Bosch didn’t say anything. He was still looking at the photo. It was a flashbulb shot. Everybody’s face was lit up white as snow. Conklin sat across a table from the man Bosch assumed was Fox. There were a half dozen drink glasses on the table. Conklin was smiling and heavy-lidded— that was probably why the photo was a scratch— and Fox was turned slightly away from the camera, his features indistinguishable. Bosch guessed you would have had to know him to recognize him. Neither of them seemed aware of the photographer’s presence. Flashbulbs were probably going off all over the place.
But more so than the men, Bosch studied the two women in the photo. Standing next to Fox and bending over to whisper in his ear was a woman in a dark one-piece dress that was tight around the middle. Her hair was swirled on top of her head. It was Meredith Roman. And sitting across the table and next to Conklin, mostly obscured by him, was Marjorie Lowe. Bosch guessed that if you didn’t already know her, she wouldn’t have been recognizable. Conklin was smoking and had his hand up to his face. His arm blocked off half of Bosch’s mother’s face. It almost looked as if she was peeking around a corner at the camera.

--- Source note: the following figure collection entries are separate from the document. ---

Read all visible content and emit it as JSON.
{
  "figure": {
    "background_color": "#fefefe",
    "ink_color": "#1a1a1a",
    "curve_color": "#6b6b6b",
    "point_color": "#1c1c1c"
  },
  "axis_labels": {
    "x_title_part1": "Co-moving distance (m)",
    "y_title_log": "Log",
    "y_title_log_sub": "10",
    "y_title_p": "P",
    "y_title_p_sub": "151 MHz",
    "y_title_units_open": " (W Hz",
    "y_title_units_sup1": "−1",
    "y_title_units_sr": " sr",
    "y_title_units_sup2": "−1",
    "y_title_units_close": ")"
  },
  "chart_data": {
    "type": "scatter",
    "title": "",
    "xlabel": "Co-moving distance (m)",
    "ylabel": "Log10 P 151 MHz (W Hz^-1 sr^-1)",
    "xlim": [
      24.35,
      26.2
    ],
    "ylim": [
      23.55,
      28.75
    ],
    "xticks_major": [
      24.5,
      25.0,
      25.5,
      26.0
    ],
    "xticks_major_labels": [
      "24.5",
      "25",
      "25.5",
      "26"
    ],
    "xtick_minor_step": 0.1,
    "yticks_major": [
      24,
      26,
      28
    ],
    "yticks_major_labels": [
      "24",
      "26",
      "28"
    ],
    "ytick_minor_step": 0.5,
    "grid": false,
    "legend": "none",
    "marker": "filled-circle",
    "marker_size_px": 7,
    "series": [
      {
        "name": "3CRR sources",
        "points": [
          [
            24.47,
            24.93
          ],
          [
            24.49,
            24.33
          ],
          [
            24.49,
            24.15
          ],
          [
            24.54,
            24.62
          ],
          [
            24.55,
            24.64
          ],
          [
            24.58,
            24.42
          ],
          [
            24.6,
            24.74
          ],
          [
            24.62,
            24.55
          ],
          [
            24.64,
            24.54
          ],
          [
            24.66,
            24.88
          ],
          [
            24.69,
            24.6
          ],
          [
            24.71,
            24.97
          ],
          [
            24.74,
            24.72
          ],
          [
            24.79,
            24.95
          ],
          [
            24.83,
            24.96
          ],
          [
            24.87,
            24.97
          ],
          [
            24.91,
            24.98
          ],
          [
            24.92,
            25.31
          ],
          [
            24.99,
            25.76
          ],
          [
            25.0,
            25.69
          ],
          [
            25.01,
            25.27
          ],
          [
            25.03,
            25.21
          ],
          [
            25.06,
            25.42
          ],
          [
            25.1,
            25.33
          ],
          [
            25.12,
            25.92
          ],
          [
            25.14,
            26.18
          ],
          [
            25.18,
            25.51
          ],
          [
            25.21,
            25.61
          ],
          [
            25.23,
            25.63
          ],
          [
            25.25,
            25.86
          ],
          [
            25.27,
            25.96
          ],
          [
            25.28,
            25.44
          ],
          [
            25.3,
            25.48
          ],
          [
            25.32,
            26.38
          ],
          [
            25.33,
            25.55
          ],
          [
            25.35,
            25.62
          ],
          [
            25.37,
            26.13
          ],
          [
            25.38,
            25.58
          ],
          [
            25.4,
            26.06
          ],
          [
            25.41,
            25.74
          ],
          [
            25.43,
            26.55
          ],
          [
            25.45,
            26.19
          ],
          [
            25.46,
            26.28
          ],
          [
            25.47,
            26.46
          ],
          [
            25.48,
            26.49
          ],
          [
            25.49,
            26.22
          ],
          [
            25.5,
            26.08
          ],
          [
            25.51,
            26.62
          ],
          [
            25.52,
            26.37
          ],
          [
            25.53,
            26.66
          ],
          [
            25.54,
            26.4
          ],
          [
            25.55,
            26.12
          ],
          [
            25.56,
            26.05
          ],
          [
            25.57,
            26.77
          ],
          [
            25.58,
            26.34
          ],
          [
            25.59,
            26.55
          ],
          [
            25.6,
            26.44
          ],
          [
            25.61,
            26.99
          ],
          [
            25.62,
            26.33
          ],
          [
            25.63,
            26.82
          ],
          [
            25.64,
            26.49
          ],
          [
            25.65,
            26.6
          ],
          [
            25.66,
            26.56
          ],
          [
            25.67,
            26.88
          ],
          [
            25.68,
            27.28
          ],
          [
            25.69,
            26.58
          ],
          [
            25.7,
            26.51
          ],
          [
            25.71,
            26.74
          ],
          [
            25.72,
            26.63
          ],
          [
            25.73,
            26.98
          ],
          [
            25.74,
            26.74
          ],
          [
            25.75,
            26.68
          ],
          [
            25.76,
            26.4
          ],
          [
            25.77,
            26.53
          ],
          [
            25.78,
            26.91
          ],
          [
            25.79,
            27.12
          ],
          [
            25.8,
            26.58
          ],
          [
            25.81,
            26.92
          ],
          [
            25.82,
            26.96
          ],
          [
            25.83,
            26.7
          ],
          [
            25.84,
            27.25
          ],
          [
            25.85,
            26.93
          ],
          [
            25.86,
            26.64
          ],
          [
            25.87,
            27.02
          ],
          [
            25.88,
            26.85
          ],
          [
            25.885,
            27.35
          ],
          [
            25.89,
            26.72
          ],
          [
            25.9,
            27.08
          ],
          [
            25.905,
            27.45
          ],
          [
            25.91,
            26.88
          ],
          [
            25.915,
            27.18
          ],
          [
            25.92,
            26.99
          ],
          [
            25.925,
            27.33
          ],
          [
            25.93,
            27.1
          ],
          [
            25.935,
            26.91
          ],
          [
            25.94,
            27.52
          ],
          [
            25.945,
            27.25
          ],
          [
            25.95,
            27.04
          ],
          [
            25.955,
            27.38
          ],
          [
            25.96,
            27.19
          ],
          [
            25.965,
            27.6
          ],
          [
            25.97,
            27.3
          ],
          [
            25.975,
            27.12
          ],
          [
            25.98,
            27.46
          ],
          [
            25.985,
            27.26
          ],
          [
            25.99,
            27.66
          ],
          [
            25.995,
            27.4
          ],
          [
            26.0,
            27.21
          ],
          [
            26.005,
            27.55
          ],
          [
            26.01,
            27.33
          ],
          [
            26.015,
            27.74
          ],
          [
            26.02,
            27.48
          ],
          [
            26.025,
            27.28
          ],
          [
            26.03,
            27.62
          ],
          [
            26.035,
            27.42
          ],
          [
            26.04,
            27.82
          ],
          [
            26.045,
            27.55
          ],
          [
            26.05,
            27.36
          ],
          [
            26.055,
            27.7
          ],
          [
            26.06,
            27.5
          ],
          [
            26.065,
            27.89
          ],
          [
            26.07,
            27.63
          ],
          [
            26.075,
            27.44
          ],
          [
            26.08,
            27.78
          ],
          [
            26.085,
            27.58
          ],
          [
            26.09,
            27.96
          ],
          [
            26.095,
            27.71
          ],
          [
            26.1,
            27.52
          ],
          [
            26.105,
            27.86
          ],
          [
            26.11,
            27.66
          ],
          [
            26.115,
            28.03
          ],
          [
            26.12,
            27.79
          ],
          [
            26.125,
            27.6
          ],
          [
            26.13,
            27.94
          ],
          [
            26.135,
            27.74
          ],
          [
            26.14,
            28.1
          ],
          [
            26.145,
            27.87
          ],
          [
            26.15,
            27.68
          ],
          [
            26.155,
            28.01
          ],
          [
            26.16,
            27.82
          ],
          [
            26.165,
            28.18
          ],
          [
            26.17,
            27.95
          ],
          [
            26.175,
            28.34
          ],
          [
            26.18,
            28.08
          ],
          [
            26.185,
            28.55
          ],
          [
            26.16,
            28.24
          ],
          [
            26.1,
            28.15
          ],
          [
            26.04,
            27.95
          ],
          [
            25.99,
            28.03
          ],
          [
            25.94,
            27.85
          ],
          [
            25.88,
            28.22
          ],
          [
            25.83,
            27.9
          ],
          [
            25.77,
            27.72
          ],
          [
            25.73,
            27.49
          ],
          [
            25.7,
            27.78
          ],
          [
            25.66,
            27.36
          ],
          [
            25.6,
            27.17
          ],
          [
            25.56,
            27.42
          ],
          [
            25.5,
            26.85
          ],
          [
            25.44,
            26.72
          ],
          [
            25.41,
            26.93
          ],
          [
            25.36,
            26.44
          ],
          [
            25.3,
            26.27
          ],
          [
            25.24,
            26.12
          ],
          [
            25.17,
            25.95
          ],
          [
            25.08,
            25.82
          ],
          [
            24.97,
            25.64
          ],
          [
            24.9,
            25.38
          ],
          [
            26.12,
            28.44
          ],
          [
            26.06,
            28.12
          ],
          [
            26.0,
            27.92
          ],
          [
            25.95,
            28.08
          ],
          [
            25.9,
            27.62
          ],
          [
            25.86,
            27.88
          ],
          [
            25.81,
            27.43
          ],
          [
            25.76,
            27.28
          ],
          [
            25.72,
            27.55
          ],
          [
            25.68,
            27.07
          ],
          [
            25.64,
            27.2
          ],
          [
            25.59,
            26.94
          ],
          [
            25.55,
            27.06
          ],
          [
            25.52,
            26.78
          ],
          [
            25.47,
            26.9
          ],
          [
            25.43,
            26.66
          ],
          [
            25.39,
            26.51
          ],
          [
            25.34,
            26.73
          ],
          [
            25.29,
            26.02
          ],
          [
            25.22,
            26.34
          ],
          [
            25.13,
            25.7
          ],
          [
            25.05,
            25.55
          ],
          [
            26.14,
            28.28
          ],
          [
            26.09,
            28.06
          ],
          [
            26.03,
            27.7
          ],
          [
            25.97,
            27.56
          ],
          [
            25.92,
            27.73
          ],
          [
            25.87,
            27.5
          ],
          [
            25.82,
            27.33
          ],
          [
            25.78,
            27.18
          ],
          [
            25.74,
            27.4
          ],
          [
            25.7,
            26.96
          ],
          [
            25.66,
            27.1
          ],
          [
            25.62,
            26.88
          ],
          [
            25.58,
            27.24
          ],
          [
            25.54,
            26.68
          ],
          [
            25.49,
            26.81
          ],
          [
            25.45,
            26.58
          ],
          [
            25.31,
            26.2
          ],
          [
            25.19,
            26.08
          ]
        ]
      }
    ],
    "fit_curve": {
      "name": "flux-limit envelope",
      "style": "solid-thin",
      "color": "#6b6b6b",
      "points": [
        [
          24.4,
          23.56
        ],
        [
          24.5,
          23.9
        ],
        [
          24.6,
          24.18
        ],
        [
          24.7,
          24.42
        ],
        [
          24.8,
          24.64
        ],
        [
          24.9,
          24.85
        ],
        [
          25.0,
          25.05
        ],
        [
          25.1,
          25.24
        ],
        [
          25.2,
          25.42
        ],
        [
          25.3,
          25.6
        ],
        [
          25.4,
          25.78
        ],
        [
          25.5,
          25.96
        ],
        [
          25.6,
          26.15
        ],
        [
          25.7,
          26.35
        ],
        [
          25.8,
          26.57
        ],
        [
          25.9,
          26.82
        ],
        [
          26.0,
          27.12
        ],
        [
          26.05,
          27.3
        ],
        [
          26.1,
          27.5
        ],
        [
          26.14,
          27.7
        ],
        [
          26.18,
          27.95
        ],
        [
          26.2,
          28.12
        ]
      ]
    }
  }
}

Bosch turned the photo over and there was a stamp on the back that said TIMES PHOTO BY BORIS LUGAVERE. It was dated March 17, 1961, seven months before his mother’s death.
“Did you ever show this to Conklin or Mittel?” Bosch finally asked.

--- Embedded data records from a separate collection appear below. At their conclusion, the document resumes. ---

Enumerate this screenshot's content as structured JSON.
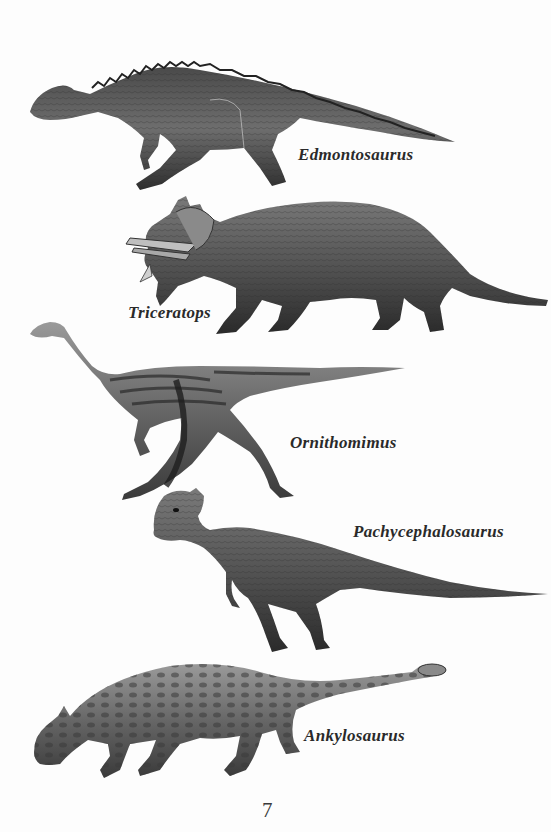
{
  "page": {
    "page_number": "7",
    "background_color": "#fdfdfd",
    "ink_color": "#2a2a2a"
  },
  "dinosaurs": [
    {
      "name": "Edmontosaurus",
      "illustration": "edmontosaurus-illustration"
    },
    {
      "name": "Triceratops",
      "illustration": "triceratops-illustration"
    },
    {
      "name": "Ornithomimus",
      "illustration": "ornithomimus-illustration"
    },
    {
      "name": "Pachycephalosaurus",
      "illustration": "pachycephalosaurus-illustration"
    },
    {
      "name": "Ankylosaurus",
      "illustration": "ankylosaurus-illustration"
    }
  ]
}
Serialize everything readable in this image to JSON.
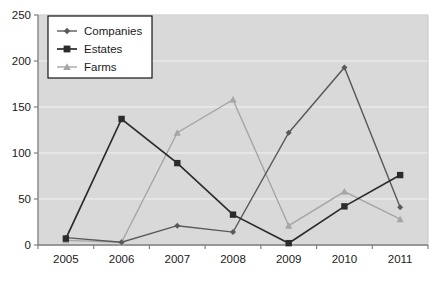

“Yeah. When I made my case for head spokesman. I gave Gordon a copy. He saw that it was proof the candidate knew Fox.”
Mittel must also have seen that it was proof that the candidate knew a murder victim, Bosch realized. Kim didn’t know what he had. But no wonder he got the head spokesman’s job. You’re lucky you’re alive, he thought but didn’t say.
“Did Mittel know it was only a copy?”
“Oh yeah, I made that clear. I wasn’t stupid.”
“Did Conklin ever mention it to you?”